TAIPEI 00000020 003 OF 003


New KMT
--------------


11. (C) Today's KMT, Chu told ADIR, is different from the
old KMT. In the new KMT, led by Ma, Jason Hu, and himself,
there is room for public discussion and criticism. "We
should be critical of Ma these few months," he said, "to
prepare him to run for the presidency." (Note: On this new,
more pragmatic KMT, legislator Ting Shou-chung told AIT
recently that the party has already modified its stance and
no longer supports unification in the near term. Ting also
echoed Eric Chu in stressing that KMT legislators, even those
like himself who have differences with Ma, see no other
option, "We all support Ma and want him to win the
presidency," even while calling for Ma to change and be more
open to his own party.

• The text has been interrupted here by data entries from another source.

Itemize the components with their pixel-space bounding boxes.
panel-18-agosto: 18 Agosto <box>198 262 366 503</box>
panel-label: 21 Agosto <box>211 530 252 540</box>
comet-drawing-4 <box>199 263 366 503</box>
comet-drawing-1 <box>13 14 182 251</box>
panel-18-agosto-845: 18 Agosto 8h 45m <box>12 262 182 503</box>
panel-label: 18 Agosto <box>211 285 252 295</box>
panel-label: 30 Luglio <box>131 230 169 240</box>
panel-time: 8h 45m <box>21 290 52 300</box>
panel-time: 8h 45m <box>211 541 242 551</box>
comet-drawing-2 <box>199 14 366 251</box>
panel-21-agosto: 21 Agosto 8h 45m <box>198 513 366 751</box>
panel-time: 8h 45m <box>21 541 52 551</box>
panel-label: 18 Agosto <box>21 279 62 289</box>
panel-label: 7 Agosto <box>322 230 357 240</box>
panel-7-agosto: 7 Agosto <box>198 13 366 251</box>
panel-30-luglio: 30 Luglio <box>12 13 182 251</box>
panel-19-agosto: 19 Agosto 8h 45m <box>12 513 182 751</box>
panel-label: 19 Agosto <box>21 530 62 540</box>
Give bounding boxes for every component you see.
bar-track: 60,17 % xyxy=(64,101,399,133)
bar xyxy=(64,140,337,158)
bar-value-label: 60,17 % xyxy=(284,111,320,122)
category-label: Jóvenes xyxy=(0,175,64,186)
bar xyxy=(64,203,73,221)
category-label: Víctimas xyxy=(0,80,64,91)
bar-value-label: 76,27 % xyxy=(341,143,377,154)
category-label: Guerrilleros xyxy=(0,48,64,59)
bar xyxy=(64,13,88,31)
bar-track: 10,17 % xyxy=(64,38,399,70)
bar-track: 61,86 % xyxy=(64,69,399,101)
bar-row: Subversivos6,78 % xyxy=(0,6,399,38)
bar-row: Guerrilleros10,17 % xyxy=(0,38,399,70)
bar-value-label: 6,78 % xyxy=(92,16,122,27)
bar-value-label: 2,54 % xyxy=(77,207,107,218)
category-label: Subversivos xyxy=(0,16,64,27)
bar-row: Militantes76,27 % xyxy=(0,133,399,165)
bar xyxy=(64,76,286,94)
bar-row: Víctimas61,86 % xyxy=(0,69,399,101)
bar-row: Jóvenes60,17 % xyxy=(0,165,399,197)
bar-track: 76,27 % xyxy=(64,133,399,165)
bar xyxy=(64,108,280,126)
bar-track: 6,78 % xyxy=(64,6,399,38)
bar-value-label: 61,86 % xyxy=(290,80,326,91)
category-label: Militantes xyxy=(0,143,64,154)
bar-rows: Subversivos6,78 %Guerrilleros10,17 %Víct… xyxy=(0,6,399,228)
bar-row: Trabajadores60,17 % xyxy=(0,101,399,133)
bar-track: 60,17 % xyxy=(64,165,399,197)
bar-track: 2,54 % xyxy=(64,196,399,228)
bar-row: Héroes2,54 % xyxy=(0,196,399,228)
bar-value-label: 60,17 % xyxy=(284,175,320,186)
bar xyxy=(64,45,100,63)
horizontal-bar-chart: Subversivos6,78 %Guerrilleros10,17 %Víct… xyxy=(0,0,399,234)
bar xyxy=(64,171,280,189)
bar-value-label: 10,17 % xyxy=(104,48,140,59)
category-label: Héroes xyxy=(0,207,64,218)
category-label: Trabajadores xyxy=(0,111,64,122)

End Note.)

Comment
--------------


12. (C) Ma's public opinion polls have fallen from his
stratospheric approval ratings a year ago, and he faces
rising ratings for Premier Su and Frank Hsieh, who could find
a way to cooperate and challenge Ma. While the criticisms of
Ma by long-time friends Eric Chu and Jason Hu may be as
well-intentioned as Chu claims, those of many KMT legislators
are less benevolent and may reflect nascent internal
jockeying in the aftermath of the somewhat unexpected KMT
loss in the December 9 Kaohsiung mayoral election.